How the tick-borne bacterium Ehrlichia hijacks cell signals to stop infected cells from dying
Ehrlichia Notch SLiM-activated oncoprotein inhibition of apoptosis
This project looks at how Ehrlichia uses human cell signaling to block death of infected immune cells, aiming to help people who get tick‑borne ehrlichiosis.
Quick facts
| Grant type | R01 grant |
|---|---|
| Study type | NIH-funded research |
| Funding institution | University of Texas Med Br Galveston NIH-funded |
| Lab location | 1 site (Galveston, United States) |
| Project ID | NIH-11228777 on NIH RePORTER |
What this research studies
Researchers will study proteins from the tick‑borne bacterium Ehrlichia that appear to mimic human signaling pieces called SLiMs and activate the Notch pathway. They will use molecular and cell biology approaches to see how these bacterial proteins bind host receptors and prevent infected immune cells from undergoing apoptosis. Experiments will use cultured human cells and biochemical methods to map the specific interactions and consequences for infection. The goal is to define the detailed steps the bacterium uses so new therapies can be proposed to stop it from hiding inside immune cells.
Who could benefit from this research
Good fit: People diagnosed with human monocytotropic ehrlichiosis (HME) or those willing to donate blood or tissue samples for research would be the most relevant participants or sample donors.
Not a fit: Individuals without tick exposure risk or with unrelated chronic conditions are unlikely to gain direct benefit from this basic laboratory research in the short term.
Why it matters
Potential benefit: If successful, this work could identify molecular targets for drugs or vaccines that prevent Ehrlichia from subverting immune cells and reduce severe tick‑borne illness.

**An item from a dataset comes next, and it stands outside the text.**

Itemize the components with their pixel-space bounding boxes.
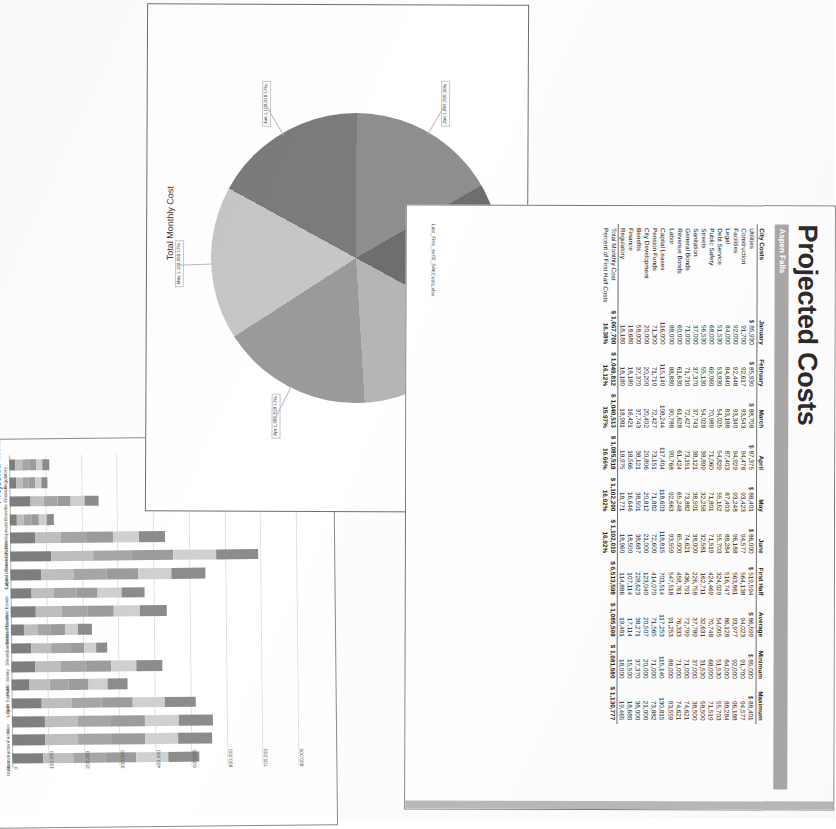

How similar studies have performed: Prior laboratory studies have shown Ehrlichia depends on host pathways like Notch and Wnt and have mapped many TRP-host interactions, but the specific SLiM-based mimicry mechanism is a novel area of study.
Where this research is happening
Galveston, United States
- University of Texas Med Br Galveston — Galveston, United States (Active)
Researchers
- Principal investigator: Mcbride, Jere W — University of Texas Med Br Galveston
- Study coordinator: Mcbride, Jere W
About this research
- This is an active NIH-funded research project — typically early-stage science, not a clinical trial accepting patient enrollment.
- Some NIH-funded labs run parallel clinical studies or seek volunteers for related work. To check, contact the principal investigator or institution listed above.
- For full project details, budget, and progress reports, visit the official NIH RePORTER page below.